Dataset records
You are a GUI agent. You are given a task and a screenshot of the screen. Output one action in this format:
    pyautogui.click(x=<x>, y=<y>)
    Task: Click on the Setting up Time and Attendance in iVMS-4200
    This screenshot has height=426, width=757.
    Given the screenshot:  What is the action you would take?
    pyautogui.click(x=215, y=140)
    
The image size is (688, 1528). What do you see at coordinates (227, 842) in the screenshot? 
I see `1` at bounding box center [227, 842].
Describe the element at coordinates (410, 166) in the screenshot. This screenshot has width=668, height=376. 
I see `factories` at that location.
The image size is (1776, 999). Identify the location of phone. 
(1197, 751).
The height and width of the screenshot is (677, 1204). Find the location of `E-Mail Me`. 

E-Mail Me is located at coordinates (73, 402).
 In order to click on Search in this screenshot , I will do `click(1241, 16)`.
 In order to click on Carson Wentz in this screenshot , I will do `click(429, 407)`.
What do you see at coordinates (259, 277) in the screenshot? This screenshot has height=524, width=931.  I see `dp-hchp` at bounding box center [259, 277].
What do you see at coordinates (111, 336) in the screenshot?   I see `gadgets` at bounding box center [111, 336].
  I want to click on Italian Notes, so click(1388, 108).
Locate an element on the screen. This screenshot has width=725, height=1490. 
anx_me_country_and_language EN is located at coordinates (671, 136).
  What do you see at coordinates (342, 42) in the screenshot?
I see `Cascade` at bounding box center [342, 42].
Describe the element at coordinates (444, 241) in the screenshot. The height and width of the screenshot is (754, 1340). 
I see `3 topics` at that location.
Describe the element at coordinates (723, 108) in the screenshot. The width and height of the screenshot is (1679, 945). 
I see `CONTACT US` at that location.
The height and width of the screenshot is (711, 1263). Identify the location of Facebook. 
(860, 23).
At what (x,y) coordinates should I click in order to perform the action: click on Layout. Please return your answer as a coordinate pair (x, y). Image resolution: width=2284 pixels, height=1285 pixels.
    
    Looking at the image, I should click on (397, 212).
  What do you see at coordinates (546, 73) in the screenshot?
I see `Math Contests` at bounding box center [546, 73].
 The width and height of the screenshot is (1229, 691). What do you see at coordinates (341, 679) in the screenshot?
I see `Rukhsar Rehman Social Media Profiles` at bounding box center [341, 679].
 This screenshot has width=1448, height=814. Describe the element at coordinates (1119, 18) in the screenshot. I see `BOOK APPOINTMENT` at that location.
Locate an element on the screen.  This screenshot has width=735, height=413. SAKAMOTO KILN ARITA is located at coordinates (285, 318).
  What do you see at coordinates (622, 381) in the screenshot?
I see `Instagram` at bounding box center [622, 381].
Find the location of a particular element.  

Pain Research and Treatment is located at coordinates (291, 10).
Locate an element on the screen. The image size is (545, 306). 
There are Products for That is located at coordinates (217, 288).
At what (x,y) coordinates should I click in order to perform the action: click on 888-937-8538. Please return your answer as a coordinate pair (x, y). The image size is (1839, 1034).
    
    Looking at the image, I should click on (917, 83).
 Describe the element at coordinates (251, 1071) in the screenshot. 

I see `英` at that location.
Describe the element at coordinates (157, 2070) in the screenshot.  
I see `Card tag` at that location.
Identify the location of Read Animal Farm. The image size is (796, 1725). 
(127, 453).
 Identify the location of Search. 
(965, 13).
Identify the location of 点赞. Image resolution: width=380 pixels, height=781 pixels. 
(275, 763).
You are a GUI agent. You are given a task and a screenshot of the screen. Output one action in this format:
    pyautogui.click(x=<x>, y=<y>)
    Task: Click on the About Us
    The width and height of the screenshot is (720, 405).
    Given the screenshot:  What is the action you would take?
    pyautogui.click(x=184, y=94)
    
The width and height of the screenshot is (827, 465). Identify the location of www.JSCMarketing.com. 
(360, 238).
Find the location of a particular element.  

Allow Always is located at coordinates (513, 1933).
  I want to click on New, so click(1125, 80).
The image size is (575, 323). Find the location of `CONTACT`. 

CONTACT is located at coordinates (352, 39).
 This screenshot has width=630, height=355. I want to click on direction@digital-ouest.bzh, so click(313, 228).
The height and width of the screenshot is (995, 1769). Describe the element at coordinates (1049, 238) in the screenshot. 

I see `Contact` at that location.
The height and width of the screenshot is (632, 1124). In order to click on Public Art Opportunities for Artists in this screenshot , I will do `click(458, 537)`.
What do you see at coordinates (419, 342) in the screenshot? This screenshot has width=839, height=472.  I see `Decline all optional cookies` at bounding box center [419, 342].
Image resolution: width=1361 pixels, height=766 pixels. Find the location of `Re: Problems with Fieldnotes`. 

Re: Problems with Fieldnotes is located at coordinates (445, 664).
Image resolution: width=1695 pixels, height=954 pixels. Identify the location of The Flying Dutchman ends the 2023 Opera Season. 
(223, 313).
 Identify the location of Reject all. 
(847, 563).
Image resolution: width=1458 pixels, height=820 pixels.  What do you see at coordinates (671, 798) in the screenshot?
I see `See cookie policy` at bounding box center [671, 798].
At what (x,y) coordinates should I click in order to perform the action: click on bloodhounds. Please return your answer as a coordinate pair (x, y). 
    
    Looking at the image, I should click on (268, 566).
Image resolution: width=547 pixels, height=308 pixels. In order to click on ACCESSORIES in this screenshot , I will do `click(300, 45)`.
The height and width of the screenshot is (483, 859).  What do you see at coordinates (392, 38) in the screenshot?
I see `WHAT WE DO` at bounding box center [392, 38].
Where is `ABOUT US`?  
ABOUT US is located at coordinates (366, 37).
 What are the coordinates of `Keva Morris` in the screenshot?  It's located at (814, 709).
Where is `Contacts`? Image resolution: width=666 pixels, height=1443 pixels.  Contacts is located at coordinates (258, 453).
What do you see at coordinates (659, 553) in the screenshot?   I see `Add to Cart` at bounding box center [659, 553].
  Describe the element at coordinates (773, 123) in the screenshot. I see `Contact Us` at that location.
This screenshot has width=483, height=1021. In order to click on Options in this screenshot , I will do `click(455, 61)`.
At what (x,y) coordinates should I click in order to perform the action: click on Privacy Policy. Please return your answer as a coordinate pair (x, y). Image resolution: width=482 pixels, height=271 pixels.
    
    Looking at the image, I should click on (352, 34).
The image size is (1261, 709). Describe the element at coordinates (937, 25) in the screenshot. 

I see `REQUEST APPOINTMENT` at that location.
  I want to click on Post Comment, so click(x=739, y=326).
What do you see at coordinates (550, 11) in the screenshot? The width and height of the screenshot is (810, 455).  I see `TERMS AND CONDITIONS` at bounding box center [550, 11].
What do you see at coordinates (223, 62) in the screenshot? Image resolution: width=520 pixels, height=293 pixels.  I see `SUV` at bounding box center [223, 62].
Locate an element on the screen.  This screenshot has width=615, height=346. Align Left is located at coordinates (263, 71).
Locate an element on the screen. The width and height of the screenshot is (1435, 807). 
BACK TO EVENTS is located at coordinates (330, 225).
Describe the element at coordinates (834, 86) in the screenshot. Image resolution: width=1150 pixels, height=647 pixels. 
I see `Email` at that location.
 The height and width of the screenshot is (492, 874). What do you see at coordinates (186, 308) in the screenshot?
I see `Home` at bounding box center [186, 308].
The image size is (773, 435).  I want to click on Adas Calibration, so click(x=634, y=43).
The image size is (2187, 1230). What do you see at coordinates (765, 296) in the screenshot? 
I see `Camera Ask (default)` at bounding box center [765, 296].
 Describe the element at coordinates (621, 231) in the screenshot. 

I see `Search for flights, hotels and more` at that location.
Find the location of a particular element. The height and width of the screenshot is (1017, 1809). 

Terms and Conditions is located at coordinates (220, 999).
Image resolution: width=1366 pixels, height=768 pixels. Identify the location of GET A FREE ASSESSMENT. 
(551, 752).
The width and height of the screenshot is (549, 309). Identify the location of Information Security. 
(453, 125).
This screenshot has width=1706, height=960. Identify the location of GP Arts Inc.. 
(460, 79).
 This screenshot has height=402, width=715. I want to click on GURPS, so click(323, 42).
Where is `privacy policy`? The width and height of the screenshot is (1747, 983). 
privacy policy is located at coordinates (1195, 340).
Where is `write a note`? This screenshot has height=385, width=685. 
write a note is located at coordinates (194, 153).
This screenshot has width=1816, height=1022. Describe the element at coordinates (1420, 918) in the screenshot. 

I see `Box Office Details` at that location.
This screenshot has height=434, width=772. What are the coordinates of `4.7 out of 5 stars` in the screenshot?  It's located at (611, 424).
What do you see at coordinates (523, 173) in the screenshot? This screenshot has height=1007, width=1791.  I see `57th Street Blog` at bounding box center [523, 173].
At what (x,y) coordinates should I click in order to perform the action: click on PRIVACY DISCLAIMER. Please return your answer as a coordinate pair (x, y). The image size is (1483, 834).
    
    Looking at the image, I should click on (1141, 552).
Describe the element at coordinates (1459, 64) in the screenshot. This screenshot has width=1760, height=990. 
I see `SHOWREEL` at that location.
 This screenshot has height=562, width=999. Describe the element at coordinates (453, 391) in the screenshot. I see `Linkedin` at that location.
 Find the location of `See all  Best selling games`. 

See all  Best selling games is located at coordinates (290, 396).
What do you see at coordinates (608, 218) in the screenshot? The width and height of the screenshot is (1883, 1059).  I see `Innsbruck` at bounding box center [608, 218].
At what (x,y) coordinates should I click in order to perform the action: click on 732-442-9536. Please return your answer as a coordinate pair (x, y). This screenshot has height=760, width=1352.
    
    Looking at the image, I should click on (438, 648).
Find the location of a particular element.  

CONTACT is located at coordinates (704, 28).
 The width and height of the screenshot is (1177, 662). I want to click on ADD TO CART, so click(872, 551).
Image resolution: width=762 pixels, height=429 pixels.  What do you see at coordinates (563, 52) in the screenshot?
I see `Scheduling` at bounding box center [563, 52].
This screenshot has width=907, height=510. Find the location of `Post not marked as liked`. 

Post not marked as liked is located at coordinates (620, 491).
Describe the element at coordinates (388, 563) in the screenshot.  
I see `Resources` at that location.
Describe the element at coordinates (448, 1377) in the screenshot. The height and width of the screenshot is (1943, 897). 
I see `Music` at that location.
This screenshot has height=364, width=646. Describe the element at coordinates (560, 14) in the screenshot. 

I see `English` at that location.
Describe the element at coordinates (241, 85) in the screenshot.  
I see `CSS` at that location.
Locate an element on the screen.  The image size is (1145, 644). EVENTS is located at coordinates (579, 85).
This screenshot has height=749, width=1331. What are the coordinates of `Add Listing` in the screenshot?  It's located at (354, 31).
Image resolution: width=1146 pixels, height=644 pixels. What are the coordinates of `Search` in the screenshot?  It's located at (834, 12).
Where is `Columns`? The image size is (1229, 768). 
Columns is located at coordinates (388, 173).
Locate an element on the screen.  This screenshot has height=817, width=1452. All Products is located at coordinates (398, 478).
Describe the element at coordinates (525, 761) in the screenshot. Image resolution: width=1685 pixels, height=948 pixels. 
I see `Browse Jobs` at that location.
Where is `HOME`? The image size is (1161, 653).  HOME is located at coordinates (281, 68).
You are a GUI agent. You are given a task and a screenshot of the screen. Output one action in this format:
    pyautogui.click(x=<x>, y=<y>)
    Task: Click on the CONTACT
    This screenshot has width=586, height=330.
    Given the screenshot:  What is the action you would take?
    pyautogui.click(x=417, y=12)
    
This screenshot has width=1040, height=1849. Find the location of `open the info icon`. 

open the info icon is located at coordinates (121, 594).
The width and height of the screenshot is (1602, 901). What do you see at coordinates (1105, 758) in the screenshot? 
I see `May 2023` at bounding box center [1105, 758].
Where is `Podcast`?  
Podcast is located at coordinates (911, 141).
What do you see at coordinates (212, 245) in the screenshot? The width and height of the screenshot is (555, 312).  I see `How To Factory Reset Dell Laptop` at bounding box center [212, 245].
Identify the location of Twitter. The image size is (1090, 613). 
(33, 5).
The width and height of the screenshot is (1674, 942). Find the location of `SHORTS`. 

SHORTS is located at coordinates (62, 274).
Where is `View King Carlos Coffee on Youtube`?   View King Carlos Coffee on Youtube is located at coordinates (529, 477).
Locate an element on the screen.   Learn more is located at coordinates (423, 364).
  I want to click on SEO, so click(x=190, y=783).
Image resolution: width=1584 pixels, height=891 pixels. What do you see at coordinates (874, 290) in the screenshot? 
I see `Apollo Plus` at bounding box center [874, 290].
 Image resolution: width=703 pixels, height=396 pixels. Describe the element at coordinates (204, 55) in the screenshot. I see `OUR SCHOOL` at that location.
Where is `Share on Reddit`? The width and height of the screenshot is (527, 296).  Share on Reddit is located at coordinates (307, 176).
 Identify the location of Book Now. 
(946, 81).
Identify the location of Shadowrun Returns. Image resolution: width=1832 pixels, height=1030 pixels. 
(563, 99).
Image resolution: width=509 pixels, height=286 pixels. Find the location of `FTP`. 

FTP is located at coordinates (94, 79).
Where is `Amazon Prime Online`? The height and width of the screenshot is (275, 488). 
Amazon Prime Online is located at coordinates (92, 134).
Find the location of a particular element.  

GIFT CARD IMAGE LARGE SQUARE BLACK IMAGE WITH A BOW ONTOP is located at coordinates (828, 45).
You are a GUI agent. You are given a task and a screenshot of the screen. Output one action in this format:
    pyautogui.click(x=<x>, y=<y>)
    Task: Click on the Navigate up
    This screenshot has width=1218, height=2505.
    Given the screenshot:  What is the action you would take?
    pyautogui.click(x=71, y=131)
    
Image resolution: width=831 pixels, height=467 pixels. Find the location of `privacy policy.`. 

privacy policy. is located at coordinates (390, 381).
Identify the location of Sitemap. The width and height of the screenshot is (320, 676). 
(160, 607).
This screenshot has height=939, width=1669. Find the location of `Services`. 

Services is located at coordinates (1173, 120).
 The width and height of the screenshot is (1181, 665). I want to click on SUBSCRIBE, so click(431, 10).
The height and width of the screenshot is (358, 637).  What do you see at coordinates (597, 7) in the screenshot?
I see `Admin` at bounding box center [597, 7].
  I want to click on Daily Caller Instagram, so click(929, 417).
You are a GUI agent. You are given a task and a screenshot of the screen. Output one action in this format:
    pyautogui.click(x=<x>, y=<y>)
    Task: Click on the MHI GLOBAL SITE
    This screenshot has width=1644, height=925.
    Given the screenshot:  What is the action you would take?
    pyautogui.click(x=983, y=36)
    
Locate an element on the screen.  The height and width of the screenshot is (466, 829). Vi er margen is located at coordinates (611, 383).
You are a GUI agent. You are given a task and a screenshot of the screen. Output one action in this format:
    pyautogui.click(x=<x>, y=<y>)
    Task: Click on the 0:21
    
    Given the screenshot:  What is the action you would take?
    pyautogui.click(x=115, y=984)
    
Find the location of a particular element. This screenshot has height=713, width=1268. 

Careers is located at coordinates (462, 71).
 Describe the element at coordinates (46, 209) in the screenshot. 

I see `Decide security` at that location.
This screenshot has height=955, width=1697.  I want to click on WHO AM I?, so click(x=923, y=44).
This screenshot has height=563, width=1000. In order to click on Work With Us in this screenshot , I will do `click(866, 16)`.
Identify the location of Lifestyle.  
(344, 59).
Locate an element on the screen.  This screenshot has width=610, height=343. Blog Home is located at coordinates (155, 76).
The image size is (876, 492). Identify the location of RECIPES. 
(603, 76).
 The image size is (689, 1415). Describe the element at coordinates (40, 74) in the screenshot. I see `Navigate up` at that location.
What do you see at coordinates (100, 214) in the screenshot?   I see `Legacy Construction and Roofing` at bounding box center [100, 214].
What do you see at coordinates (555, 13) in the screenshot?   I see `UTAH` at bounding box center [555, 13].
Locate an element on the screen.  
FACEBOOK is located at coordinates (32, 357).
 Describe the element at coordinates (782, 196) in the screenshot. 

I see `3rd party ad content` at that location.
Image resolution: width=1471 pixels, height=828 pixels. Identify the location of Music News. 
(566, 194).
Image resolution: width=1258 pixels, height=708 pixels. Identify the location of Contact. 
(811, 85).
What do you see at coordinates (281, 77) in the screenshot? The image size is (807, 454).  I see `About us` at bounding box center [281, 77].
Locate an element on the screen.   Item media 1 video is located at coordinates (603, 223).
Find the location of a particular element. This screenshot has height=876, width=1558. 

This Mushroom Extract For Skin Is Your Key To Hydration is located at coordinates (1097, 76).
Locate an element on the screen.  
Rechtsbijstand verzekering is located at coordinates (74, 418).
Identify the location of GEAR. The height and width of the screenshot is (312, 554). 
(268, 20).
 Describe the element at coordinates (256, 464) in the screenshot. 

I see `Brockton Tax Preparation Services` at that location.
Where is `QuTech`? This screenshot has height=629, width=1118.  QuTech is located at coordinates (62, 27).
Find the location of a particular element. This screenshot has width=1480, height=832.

Task statement
In the listing above, how many of the lines include "Blog"? Give only the figure.

Written reply
2